Extract webpage content from Chromium cache

Last updated on March 13th, 2021

My host had a database outage this morning, which caused all my databases to disappear completed… needless to say, I thought I might have lost any post since my last backup.

So this post is to share how I recovered web pages from the Chromium cache, as ever post on the Internet seems to talk to Chrome, which is not the same. Hopefully this will help someone else out from an equal sized hole!

My setup

For clarity, I’m running Chromium on Ubuntu 18.10. I’m running it as a snap package, but will talk to the normal package here too, as I found the cache from my old normal package install and tested it on that too.

It’s probably the same on other Linux variants, but thought you should know my setup, for comparison to your own.

The tool

Back in the days when I used Windows, I used Nirsoft tools quite a bit, they’ve got some genuinely useful free tools. One of these I remember using is called ChromeCacheView … you point it at the cache folder and it basically gives you a file explorer, you can see details, extract details, or extract the actual files… perfect! Well, perfect, you use Chrome on Windows!

On the basis that it just reads the files, I tried in WINE… yep, it runs fine. So we just need to know where to point it now.

Chromium cache file paths

I found my Chromium cache for my snap package install to be here:
/home/james/snap/chromium/common/.cache/chromium/Default/Cache

For my convention install, my Chromium cache was here:
/home/james/.cache/chromium/Default/Cache

Detailed instructions

1. In your normal file explorer app (e.g. Files), check the paths from the section above to work the correct path to your Chromium cache files

2. Install WINE if you don’t already have it (enables you to run many Windows programs in Linux) – Just type “wine” in a terminal window if you’re not sure you have it or not. If you don’t… type “sudo apt install wine” to install it.

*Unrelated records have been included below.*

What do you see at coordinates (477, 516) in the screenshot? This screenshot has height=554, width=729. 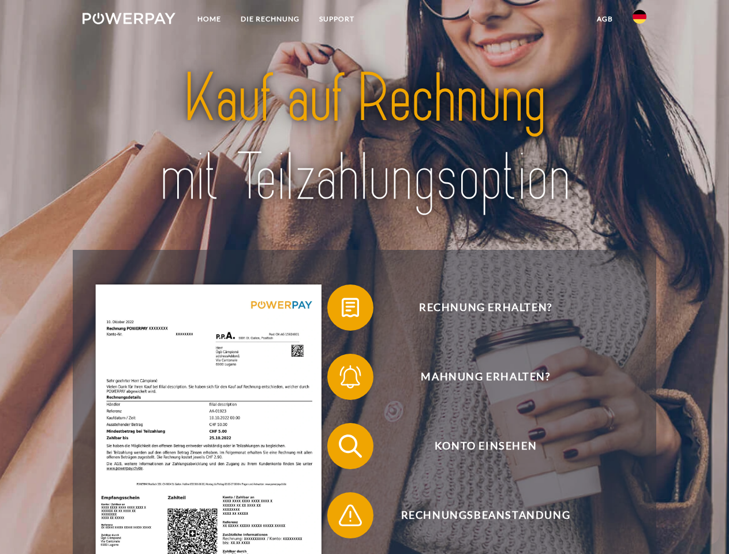 I see `a: Rechnungsbeanstandung` at bounding box center [477, 516].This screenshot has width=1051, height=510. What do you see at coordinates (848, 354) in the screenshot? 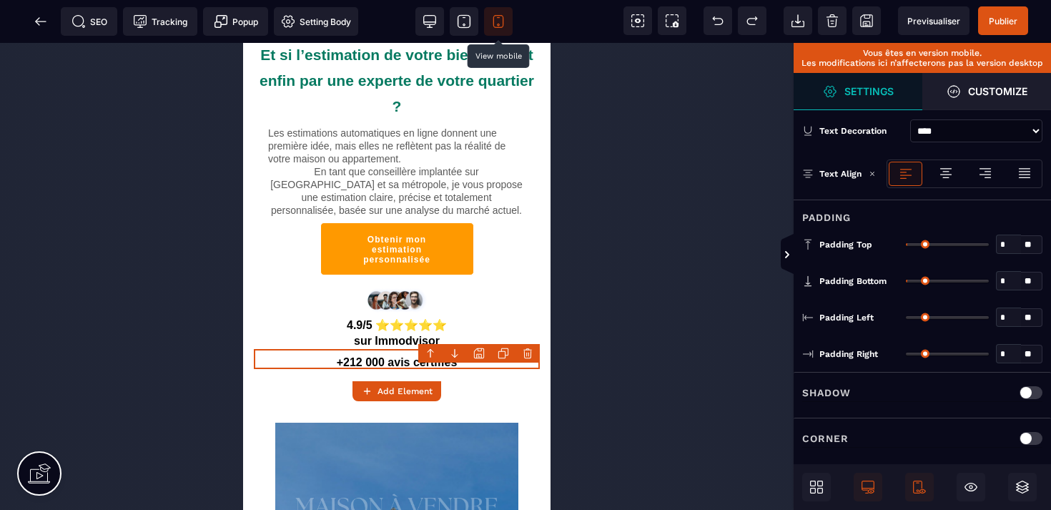
I see `span: Padding Right` at bounding box center [848, 354].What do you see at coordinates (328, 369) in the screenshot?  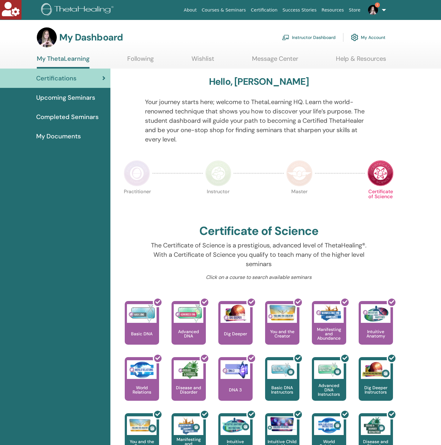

3. Download ChromeCacheView from Nirsoft’s website

4. Open the ZIP file you’ve downloaded, and double click on the “.exe” (Windows executable file) to run it. WINE should open it.

5. Click the Select Cache Folder button

6. The path displayed will be a Windows path, you’ll need to enter the path you identified in step 1, but in Windows path format! Here’s how:

Click the “…” button to the right of the field, and select the root “/” Note the format WINE is using for your root (in my case “Z:\” is displayed when I select the root)

Windows format is to use backslashes between folders, not forward slashes, and to prefix with the root equivalent you identfied above. So my home folder would be “Z:\home\james” in Windows format.

Note: You can select part of the way in the folder tree, but the folder tree will NOT show hidden folders, so you’ll not find any folders that start “.” e.g. “.cache”. You can select up to these, select OK and then overtype the rest into the field.

You should end up converting something like this Linux path (if you have a snap install):
/home/james/snap/chromium/common/.cache/chromium/Default/Cach
e
to this Windows format for the field:
Z:\home\james\snap\chromium\common\.cache\chromium\Default\Cache

7. Select OK and you should see your cached files (it may take a moment for ChromeCacheView to find and display the list).

8. You can extract files from the cache by selecting them and selecting the Copy Selected… button. Note: this is different to the Save button, which just saves the list details.

Once extracted, you can open then in a browser or editor, to your hearts content!